From 1bf6fa9b79fda107fea44564bc1caae33d724060 Mon Sep 17 00:00:00 2001
From: Brian Carrier <carrier@sleuthkit.org>
Date: Tue, 10 Mar 2009 21:31:09 +0000
Subject: [PATCH] Updated code example tags

---
 tsk3/docs/fs.dox | 8 ++++----
 1 file changed, 4 insertions(+), 4 deletions(-)
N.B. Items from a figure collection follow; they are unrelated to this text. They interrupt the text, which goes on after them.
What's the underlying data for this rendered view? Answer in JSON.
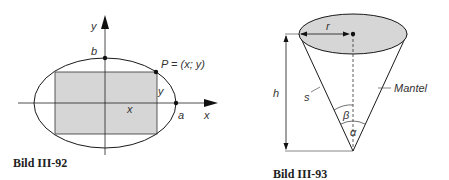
{
  "figure1": {
    "caption": "Bild III-92",
    "labels": {
      "y_axis": "y",
      "x_axis": "x",
      "b": "b",
      "a": "a",
      "point": "P = (x; y)",
      "x_dim": "x",
      "y_dim": "y"
    }
  },
  "figure2": {
    "caption": "Bild III-93",
    "labels": {
      "r": "r",
      "h": "h",
      "s": "s",
      "mantel": "Mantel",
      "beta": "β",
      "alpha": "α"
    }
  },
  "colors": {
    "fill": "#d6d6d6",
    "stroke": "#1a1a1a"
  }
}
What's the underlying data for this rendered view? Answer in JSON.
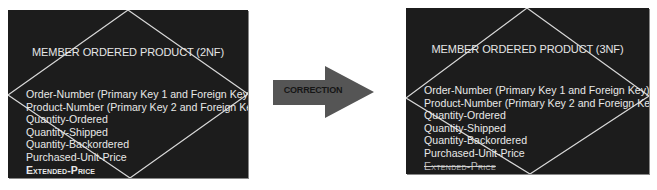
{
  "left_entity": {
    "title": "MEMBER ORDERED PRODUCT (2NF)",
    "attributes": [
      {
        "label": "Order-Number (Primary Key 1 and Foreign Key)",
        "style": "normal"
      },
      {
        "label": "Product-Number (Primary Key 2 and Foreign Key)",
        "style": "normal"
      },
      {
        "label": "Quantity-Ordered",
        "style": "normal"
      },
      {
        "label": "Quantity-Shipped",
        "style": "normal"
      },
      {
        "label": "Quantity-Backordered",
        "style": "normal"
      },
      {
        "label": "Purchased-Unit-Price",
        "style": "normal"
      },
      {
        "label": "Extended-Price",
        "style": "derived-bold"
      }
    ]
  },
  "arrow": {
    "label": "CORRECTION",
    "color": "#555555"
  },
  "right_entity": {
    "title": "MEMBER ORDERED PRODUCT (3NF)",
    "attributes": [
      {
        "label": "Order-Number (Primary Key 1 and Foreign Key)",
        "style": "normal"
      },
      {
        "label": "Product-Number (Primary Key 2 and Foreign Key)",
        "style": "normal"
      },
      {
        "label": "Quantity-Ordered",
        "style": "normal"
      },
      {
        "label": "Quantity-Shipped",
        "style": "normal"
      },
      {
        "label": "Quantity-Backordered",
        "style": "normal"
      },
      {
        "label": "Purchased-Unit-Price",
        "style": "normal"
      },
      {
        "label": "Extended-Price",
        "style": "struck-through"
      }
    ]
  },
  "colors": {
    "entity_background": "#1c1c1c",
    "entity_text": "#e8e8e8",
    "diamond_stroke": "#d8d8d8",
    "arrow_fill": "#555555",
    "arrow_text": "#151515"
  }
}
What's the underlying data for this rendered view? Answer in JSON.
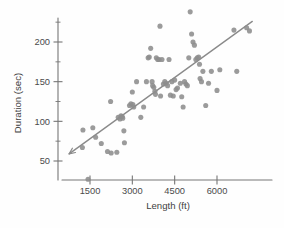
{
  "chart_data": {
    "type": "scatter",
    "title": "",
    "xlabel": "Length (ft)",
    "ylabel": "Duration (sec)",
    "xlim": [
      700,
      7300
    ],
    "ylim": [
      10,
      245
    ],
    "xticks": [
      1500,
      3000,
      4500,
      6000
    ],
    "yticks": [
      50,
      100,
      150,
      200
    ],
    "xticklabels": [
      "1500",
      "3000",
      "4500",
      "6000"
    ],
    "yticklabels": [
      "50",
      "100",
      "150",
      "200"
    ],
    "grid": false,
    "legend": null,
    "marker_color": "#8d8d8d",
    "line_color": "#8a8a8a",
    "axis_color": "#767676",
    "series": [
      {
        "name": "observations",
        "x": [
          1230,
          1430,
          1250,
          1600,
          1700,
          1900,
          2120,
          2230,
          2250,
          2450,
          2500,
          2560,
          2600,
          2640,
          2660,
          2700,
          2720,
          2900,
          2950,
          3000,
          3020,
          3050,
          3150,
          3300,
          3400,
          3500,
          3560,
          3600,
          3650,
          3700,
          3720,
          3760,
          3800,
          3820,
          3850,
          3900,
          3950,
          3980,
          4000,
          4050,
          4100,
          4150,
          4200,
          4250,
          4300,
          4350,
          4400,
          4450,
          4500,
          4550,
          4600,
          4700,
          4750,
          4800,
          4850,
          4900,
          4950,
          5000,
          5050,
          5100,
          5150,
          5200,
          5250,
          5300,
          5350,
          5380,
          5400,
          5450,
          5500,
          5600,
          5700,
          5800,
          6000,
          6100,
          6600,
          6700,
          7050,
          7150
        ],
        "y": [
          67,
          27,
          89,
          92,
          80,
          72,
          62,
          125,
          60,
          61,
          105,
          103,
          107,
          106,
          104,
          88,
          73,
          120,
          122,
          137,
          121,
          118,
          150,
          105,
          118,
          150,
          180,
          181,
          192,
          150,
          145,
          143,
          138,
          134,
          180,
          178,
          178,
          220,
          132,
          178,
          147,
          150,
          148,
          145,
          178,
          133,
          150,
          132,
          152,
          140,
          142,
          148,
          131,
          118,
          150,
          147,
          145,
          180,
          238,
          210,
          200,
          196,
          178,
          180,
          181,
          172,
          154,
          150,
          163,
          120,
          148,
          163,
          139,
          165,
          215,
          163,
          218,
          214
        ]
      }
    ],
    "trendline": {
      "name": "least-squares fit",
      "x_start": 760,
      "y_start": 59,
      "x_end": 7250,
      "y_end": 226,
      "has_left_arrow": true
    }
  }
}
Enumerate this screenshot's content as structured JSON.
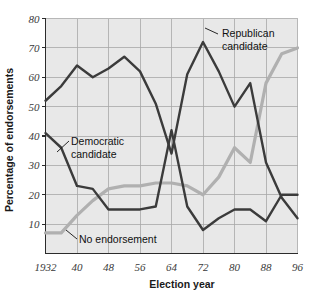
{
  "chart_data": {
    "type": "line",
    "title": "",
    "xlabel": "Election year",
    "ylabel": "Percentage of endorsements",
    "xlim": [
      1932,
      1996
    ],
    "ylim": [
      0,
      80
    ],
    "yticks": [
      10,
      20,
      30,
      40,
      50,
      60,
      70,
      80
    ],
    "xticks": [
      1932,
      1940,
      1948,
      1956,
      1964,
      1972,
      1980,
      1988,
      1996
    ],
    "xtick_labels": [
      "1932",
      "40",
      "48",
      "56",
      "64",
      "72",
      "80",
      "88",
      "96"
    ],
    "ytick_labels": [
      "10",
      "20",
      "30",
      "40",
      "50",
      "60",
      "70",
      "80"
    ],
    "grid": true,
    "legend_position": "inline-annotations",
    "x": [
      1932,
      1936,
      1940,
      1944,
      1948,
      1952,
      1956,
      1960,
      1964,
      1968,
      1972,
      1976,
      1980,
      1984,
      1988,
      1992,
      1996
    ],
    "series": [
      {
        "name": "Republican candidate",
        "color": "#3b3b3b",
        "values": [
          52,
          57,
          64,
          60,
          63,
          67,
          62,
          51,
          34,
          61,
          72,
          62,
          50,
          58,
          31,
          19,
          12
        ]
      },
      {
        "name": "Democratic candidate",
        "color": "#3b3b3b",
        "values": [
          41,
          36,
          23,
          22,
          15,
          15,
          15,
          16,
          42,
          16,
          8,
          12,
          15,
          15,
          11,
          20,
          20
        ]
      },
      {
        "name": "No endorsement",
        "color": "#b0b0b0",
        "values": [
          7,
          7,
          13,
          18,
          22,
          23,
          23,
          24,
          24,
          23,
          20,
          26,
          36,
          31,
          58,
          68,
          70
        ]
      }
    ],
    "annotations": [
      {
        "text_line1": "Republican",
        "text_line2": "candidate",
        "series": "Republican candidate",
        "anchor_x": 1972,
        "anchor_y": 72
      },
      {
        "text_line1": "Democratic",
        "text_line2": "candidate",
        "series": "Democratic candidate",
        "anchor_x": 1937,
        "anchor_y": 35
      },
      {
        "text_line1": "No endorsement",
        "text_line2": "",
        "series": "No endorsement",
        "anchor_x": 1936,
        "anchor_y": 7
      }
    ]
  },
  "labels": {
    "xaxis_title": "Election year",
    "yaxis_title": "Percentage of endorsements",
    "republican_line1": "Republican",
    "republican_line2": "candidate",
    "democratic_line1": "Democratic",
    "democratic_line2": "candidate",
    "no_endorsement": "No endorsement",
    "x_1932": "1932",
    "x_1940": "40",
    "x_1948": "48",
    "x_1956": "56",
    "x_1964": "64",
    "x_1972": "72",
    "x_1980": "80",
    "x_1988": "88",
    "x_1996": "96",
    "y_10": "10",
    "y_20": "20",
    "y_30": "30",
    "y_40": "40",
    "y_50": "50",
    "y_60": "60",
    "y_70": "70",
    "y_80": "80"
  },
  "colors": {
    "plot_background": "#e8e8e8",
    "page_background": "#ffffff",
    "grid": "#a8a8a8",
    "axis": "#2b2b2b",
    "dark_series": "#3b3b3b",
    "light_series": "#b0b0b0",
    "text": "#1a1a1a"
  }
}
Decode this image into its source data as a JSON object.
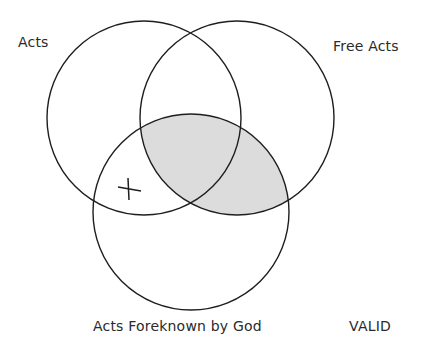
{
  "diagram": {
    "type": "venn-3",
    "labels": {
      "acts": "Acts",
      "free_acts": "Free Acts",
      "foreknown": "Acts Foreknown by God",
      "verdict": "VALID"
    },
    "marks": {
      "x_mark": "X"
    },
    "circles": [
      {
        "name": "Acts",
        "cx": 144,
        "cy": 118,
        "r": 97
      },
      {
        "name": "Free Acts",
        "cx": 237,
        "cy": 118,
        "r": 97
      },
      {
        "name": "Acts Foreknown by God",
        "cx": 191,
        "cy": 212,
        "r": 98
      }
    ],
    "shaded_region": "Free Acts ∩ Acts Foreknown by God",
    "x_region": "Acts ∩ Acts Foreknown by God, outside Free Acts",
    "colors": {
      "stroke": "#1e1e1e",
      "shade": "#dcdcdc",
      "background": "#ffffff"
    }
  }
}
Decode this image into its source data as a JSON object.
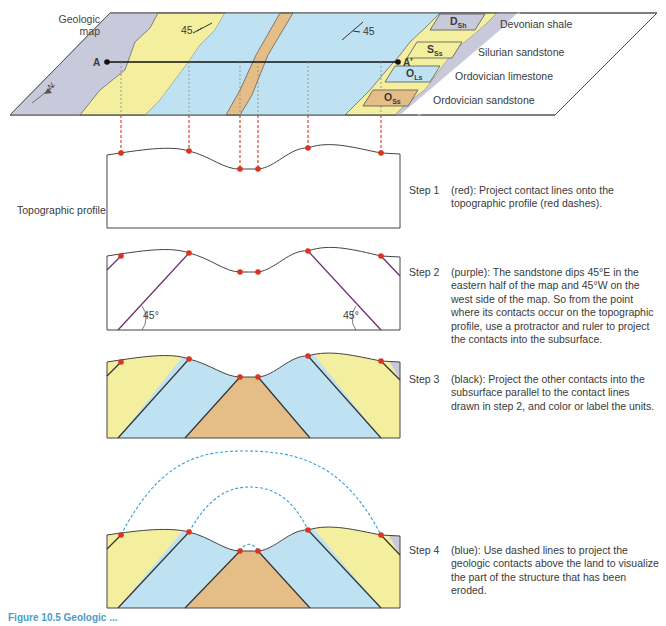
{
  "map": {
    "title_line1": "Geologic",
    "title_line2": "map",
    "point_a": "A",
    "point_a_prime": "A′",
    "dip_left": "45",
    "dip_right": "45",
    "north_arrow": "N"
  },
  "legend": {
    "items": [
      {
        "symbol": "D",
        "sub": "Sh",
        "label": "Devonian shale",
        "color": "#c9c9dc"
      },
      {
        "symbol": "S",
        "sub": "Ss",
        "label": "Silurian sandstone",
        "color": "#f3ef9e"
      },
      {
        "symbol": "O",
        "sub": "Ls",
        "label": "Ordovician limestone",
        "color": "#bfe2f2"
      },
      {
        "symbol": "O",
        "sub": "Ss",
        "label": "Ordovician sandstone",
        "color": "#e5bd87"
      }
    ]
  },
  "profile": {
    "label": "Topographic profile",
    "angle_left": "45°",
    "angle_right": "45°"
  },
  "steps": [
    {
      "label": "Step 1",
      "text": "(red): Project contact lines onto the topographic profile (red dashes)."
    },
    {
      "label": "Step 2",
      "text": "(purple): The sandstone dips 45°E in the eastern half of the map and 45°W on the west side of the map. So from the point where its contacts occur on the topographic profile, use a protractor and ruler to project the contacts into the subsurface."
    },
    {
      "label": "Step 3",
      "text": "(black): Project the other contacts into the subsurface parallel to the contact lines drawn in step 2, and color or label the units."
    },
    {
      "label": "Step 4",
      "text": "(blue): Use dashed lines to project the geologic contacts above the land to visualize the part of the structure that has been eroded."
    }
  ],
  "caption": "Figure 10.5 Geologic ...",
  "colors": {
    "shale": "#c9c9dc",
    "silurian_sandstone": "#f3ef9e",
    "limestone": "#bfe2f2",
    "ordovician_sandstone": "#e5bd87",
    "contact_red": "#d9341f",
    "dip_purple": "#6a2f6e",
    "projection_blue": "#3a9fd0"
  }
}
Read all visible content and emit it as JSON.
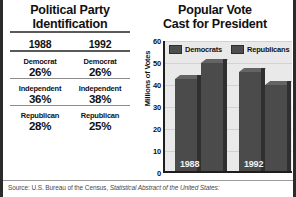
{
  "left_panel": {
    "title_line1": "Political Party",
    "title_line2": "Identification",
    "columns": [
      "1988",
      "1992"
    ],
    "rows": [
      {
        "party": "Democrat",
        "values": [
          "26%",
          "26%"
        ]
      },
      {
        "party": "Independent",
        "values": [
          "36%",
          "38%"
        ]
      },
      {
        "party": "Republican",
        "values": [
          "28%",
          "25%"
        ]
      }
    ]
  },
  "right_panel": {
    "title_line1": "Popular Vote",
    "title_line2": "Cast for President"
  },
  "chart_data": {
    "type": "bar",
    "title": "Popular Vote Cast for President",
    "categories": [
      "1988",
      "1992"
    ],
    "series": [
      {
        "name": "Democrats",
        "values": [
          42,
          45
        ]
      },
      {
        "name": "Republicans",
        "values": [
          49,
          39
        ]
      }
    ],
    "xlabel": "",
    "ylabel": "Millions of Votes",
    "ylim": [
      0,
      60
    ],
    "yticks": [
      60,
      50,
      40,
      30,
      20,
      10,
      0
    ],
    "ytick_labels": [
      "60",
      "50",
      "40",
      "30",
      "20",
      "10",
      "0"
    ],
    "grid": true,
    "legend_position": "top",
    "bar_color": "#4b4b4b",
    "plot_background": "#e9e9e9"
  },
  "source": {
    "label": "Source: U.S. Bureau of the Census,",
    "title": "Statistical Abstract of the United States:"
  }
}
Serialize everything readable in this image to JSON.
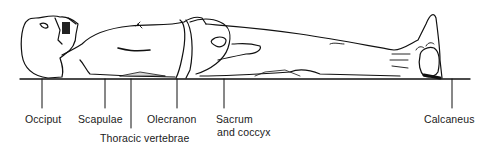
{
  "figure": {
    "labels": [
      {
        "id": "occiput",
        "text": "Occiput",
        "x": 25,
        "y": 113
      },
      {
        "id": "scapulae",
        "text": "Scapulae",
        "x": 78,
        "y": 113
      },
      {
        "id": "thoracic-vertebrae",
        "text": "Thoracic vertebrae",
        "x": 100,
        "y": 132
      },
      {
        "id": "olecranon",
        "text": "Olecranon",
        "x": 147,
        "y": 113
      },
      {
        "id": "sacrum-and-coccyx",
        "text": "Sacrum",
        "text2": "and coccyx",
        "x": 216,
        "y": 113
      },
      {
        "id": "calcaneus",
        "text": "Calcaneus",
        "x": 424,
        "y": 113
      }
    ]
  }
}
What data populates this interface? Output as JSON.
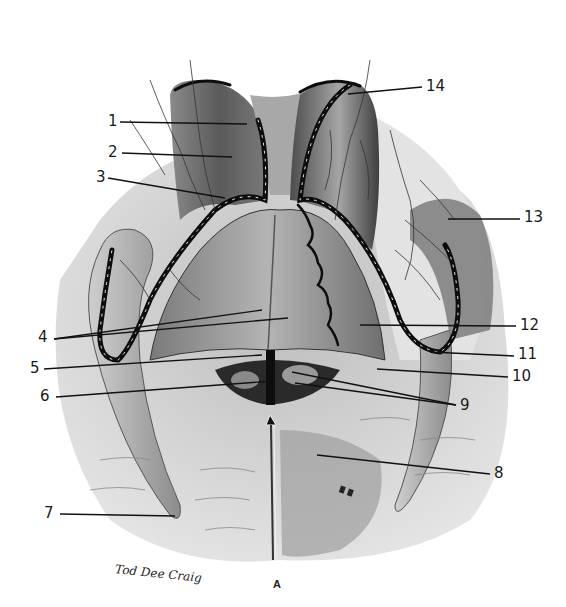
{
  "figure": {
    "caption": "A",
    "signature": "Tod Dee Craig",
    "colors": {
      "background": "#ffffff",
      "tissue_light": "#d9d9d9",
      "tissue_mid": "#9a9a9a",
      "tissue_dark": "#4a4a4a",
      "vessel": "#0d0d0d",
      "leader_line": "#111111",
      "leader_highlight": "#f2f2f2"
    },
    "labels": [
      {
        "id": "1",
        "text": "1",
        "x": 108,
        "y": 114,
        "tip": [
          [
            247,
            124
          ]
        ]
      },
      {
        "id": "2",
        "text": "2",
        "x": 108,
        "y": 145,
        "tip": [
          [
            232,
            157
          ]
        ]
      },
      {
        "id": "3",
        "text": "3",
        "x": 96,
        "y": 170,
        "tip": [
          [
            225,
            198
          ]
        ]
      },
      {
        "id": "4",
        "text": "4",
        "x": 38,
        "y": 330,
        "tip": [
          [
            262,
            310
          ],
          [
            288,
            318
          ]
        ]
      },
      {
        "id": "5",
        "text": "5",
        "x": 30,
        "y": 361,
        "tip": [
          [
            262,
            355
          ]
        ]
      },
      {
        "id": "6",
        "text": "6",
        "x": 40,
        "y": 389,
        "tip": [
          [
            272,
            381
          ]
        ]
      },
      {
        "id": "7",
        "text": "7",
        "x": 44,
        "y": 506,
        "tip": [
          [
            175,
            516
          ]
        ]
      },
      {
        "id": "8",
        "text": "8",
        "x": 494,
        "y": 466,
        "tip": [
          [
            317,
            455
          ]
        ]
      },
      {
        "id": "9",
        "text": "9",
        "x": 460,
        "y": 398,
        "tip": [
          [
            292,
            372
          ],
          [
            295,
            383
          ]
        ]
      },
      {
        "id": "10",
        "text": "10",
        "x": 512,
        "y": 369,
        "tip": [
          [
            377,
            369
          ]
        ]
      },
      {
        "id": "11",
        "text": "11",
        "x": 518,
        "y": 347,
        "tip": [
          [
            430,
            352
          ]
        ]
      },
      {
        "id": "12",
        "text": "12",
        "x": 520,
        "y": 318,
        "tip": [
          [
            360,
            325
          ]
        ]
      },
      {
        "id": "13",
        "text": "13",
        "x": 524,
        "y": 210,
        "tip": [
          [
            448,
            219
          ]
        ]
      },
      {
        "id": "14",
        "text": "14",
        "x": 426,
        "y": 79,
        "tip": [
          [
            348,
            94
          ]
        ]
      }
    ]
  }
}
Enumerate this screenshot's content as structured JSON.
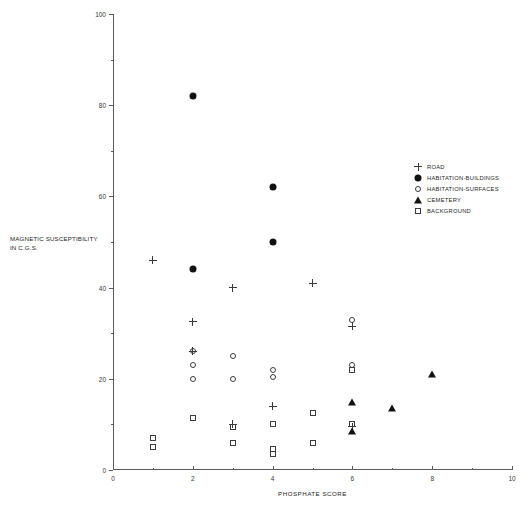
{
  "chart_data": {
    "type": "scatter",
    "title": "",
    "xlabel": "PHOSPHATE SCORE",
    "ylabel": "MAGNETIC SUSCEPTIBILITY IN C.G.S.",
    "ylabel_line1": "MAGNETIC SUSCEPTIBILITY",
    "ylabel_line2": "IN C.G.S.",
    "xlim": [
      0,
      10
    ],
    "ylim": [
      0,
      100
    ],
    "x_ticks": [
      0,
      2,
      4,
      6,
      8,
      10
    ],
    "x_ticklabels": [
      "0",
      "2",
      "4",
      "6",
      "8",
      "10"
    ],
    "x_minor_ticks": [
      1,
      3,
      5,
      7,
      9
    ],
    "y_ticks": [
      0,
      20,
      40,
      60,
      80,
      100
    ],
    "y_ticklabels": [
      "0",
      "20",
      "40",
      "60",
      "80",
      "100"
    ],
    "y_minor_ticks": [
      10,
      30,
      50,
      70,
      90
    ],
    "grid": false,
    "legend_position": "upper right",
    "series": [
      {
        "name": "ROAD",
        "marker": "plus",
        "points": [
          {
            "x": 1,
            "y": 46
          },
          {
            "x": 2,
            "y": 32.5
          },
          {
            "x": 2,
            "y": 26
          },
          {
            "x": 3,
            "y": 40
          },
          {
            "x": 3,
            "y": 10
          },
          {
            "x": 4,
            "y": 14
          },
          {
            "x": 5,
            "y": 41
          },
          {
            "x": 6,
            "y": 31.5
          },
          {
            "x": 6,
            "y": 9.5
          }
        ]
      },
      {
        "name": "HABITATION-BUILDINGS",
        "marker": "filled-circle",
        "points": [
          {
            "x": 2,
            "y": 82
          },
          {
            "x": 2,
            "y": 44
          },
          {
            "x": 4,
            "y": 62
          },
          {
            "x": 4,
            "y": 50
          }
        ]
      },
      {
        "name": "HABITATION-SURFACES",
        "marker": "open-circle",
        "points": [
          {
            "x": 2,
            "y": 26
          },
          {
            "x": 2,
            "y": 23
          },
          {
            "x": 2,
            "y": 20
          },
          {
            "x": 3,
            "y": 25
          },
          {
            "x": 3,
            "y": 20
          },
          {
            "x": 4,
            "y": 22
          },
          {
            "x": 4,
            "y": 20.5
          },
          {
            "x": 6,
            "y": 33
          },
          {
            "x": 6,
            "y": 23
          }
        ]
      },
      {
        "name": "CEMETERY",
        "marker": "filled-triangle",
        "points": [
          {
            "x": 6,
            "y": 15
          },
          {
            "x": 6,
            "y": 8.5
          },
          {
            "x": 7,
            "y": 13.5
          },
          {
            "x": 8,
            "y": 21
          }
        ]
      },
      {
        "name": "BACKGROUND",
        "marker": "open-square",
        "points": [
          {
            "x": 1,
            "y": 7
          },
          {
            "x": 1,
            "y": 5
          },
          {
            "x": 2,
            "y": 11.5
          },
          {
            "x": 3,
            "y": 9.5
          },
          {
            "x": 3,
            "y": 6
          },
          {
            "x": 4,
            "y": 10
          },
          {
            "x": 4,
            "y": 4.5
          },
          {
            "x": 4,
            "y": 3.5
          },
          {
            "x": 5,
            "y": 12.5
          },
          {
            "x": 5,
            "y": 6
          },
          {
            "x": 6,
            "y": 22
          },
          {
            "x": 6,
            "y": 10
          }
        ]
      }
    ]
  },
  "legend": {
    "items": [
      {
        "label": "ROAD",
        "marker": "plus"
      },
      {
        "label": "HABITATION-BUILDINGS",
        "marker": "filled-circle"
      },
      {
        "label": "HABITATION-SURFACES",
        "marker": "open-circle"
      },
      {
        "label": "CEMETERY",
        "marker": "filled-triangle"
      },
      {
        "label": "BACKGROUND",
        "marker": "open-square"
      }
    ]
  },
  "colors": {
    "axis": "#5b5b5b",
    "marker_fill": "#111111",
    "marker_stroke": "#3c3c3c",
    "text": "#262626"
  }
}
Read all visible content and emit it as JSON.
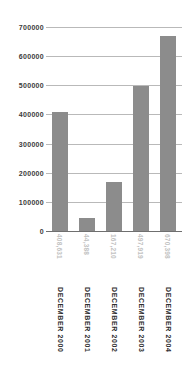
{
  "chart_data": {
    "type": "bar",
    "title": "",
    "subtitle": "",
    "xlabel": "",
    "ylabel": "",
    "categories": [
      "DECEMBER 2000",
      "DECEMBER 2001",
      "DECEMBER 2002",
      "DECEMBER 2003",
      "DECEMBER 2004"
    ],
    "values": [
      408631,
      44388,
      167210,
      497919,
      670398
    ],
    "value_labels": [
      "408,631",
      "44,388",
      "167,210",
      "497,919",
      "670,398"
    ],
    "ylim": [
      0,
      700000
    ],
    "ytick_labels": [
      "700000",
      "600000",
      "500000",
      "400000",
      "300000",
      "200000",
      "100000",
      "0"
    ],
    "ytick_values": [
      700000,
      600000,
      500000,
      400000,
      300000,
      200000,
      100000,
      0
    ],
    "grid": true,
    "legend": false,
    "legend_position": "none",
    "bar_color": "#8c8c8c",
    "gridline_color": "#b9b9b9",
    "axis_color": "#6f6f6f",
    "value_label_color": "#c2c2c2",
    "category_label_color": "#2e2e2e",
    "background_color": "#ffffff"
  }
}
diff --git a/tsk3/docs/fs.dox b/tsk3/docs/fs.dox
index 33329e9a0..7e12ca1f6 100644
--- a/tsk3/docs/fs.dox
+++ b/tsk3/docs/fs.dox
@@ -57,11 +57,11 @@ Both of these functions return a TSK_FS_INFO structure that is used as a handle
 
 If you have an TSK_FS_INFO structure and want to know what file system type it is for, you can pass the TSK_FS_INFO::ftype value to one of the TSK_FS_TYPE_ISXXX macros, such as TSK_FS_TYPE_ISNTFS(). 
 
-<pre>
+\code
 	if (TSK_FS_TYPE_ISNTFS(fs_info->ftype)) {
 		....
 	}
-</pre>
+\endcode
 
 To map from the numerical ID to a short name (such as "ntfs"), the tsk_fs_type_toname() function can be used.  You can also map from the short name to the ID using the tsk_fs_type_toid() function.
 
@@ -118,7 +118,7 @@ To access the default attribute use tsk_fs_file_attr_get().  If you know the typ
 
 If you want to figure out what types exist or want to cycle through all of the attributes, you can use the tsk_fs_file_attr_getsize() function to get the number of attributes and the tsk_fs_file_attr_get_idx() function to get an attribute based on a 0 to n-1 based index. For example:
 
-<code>
+\code
 	int i, cnt;
 	cnt = tsk_fs_file_attr_getsize(fs_file);
 	for (i = 0; i < cnt; i++) {
@@ -128,7 +128,7 @@ If you want to figure out what types exist or want to cycle through all of the a
 			continue;
 		...
 	}
-</code>
+\endcode
 
 Once you have a TSK_FS_ATTR structure, you can read from it using the tsk_fs_attr_read() and tsk_fs_attr_walk() functions.  These operate just like the
 tsk_fs_file_read() and tsk_fs_file_walk() functions and in fact the file-based functions simply load the relevant attribute and call the corresponding attribute-based function.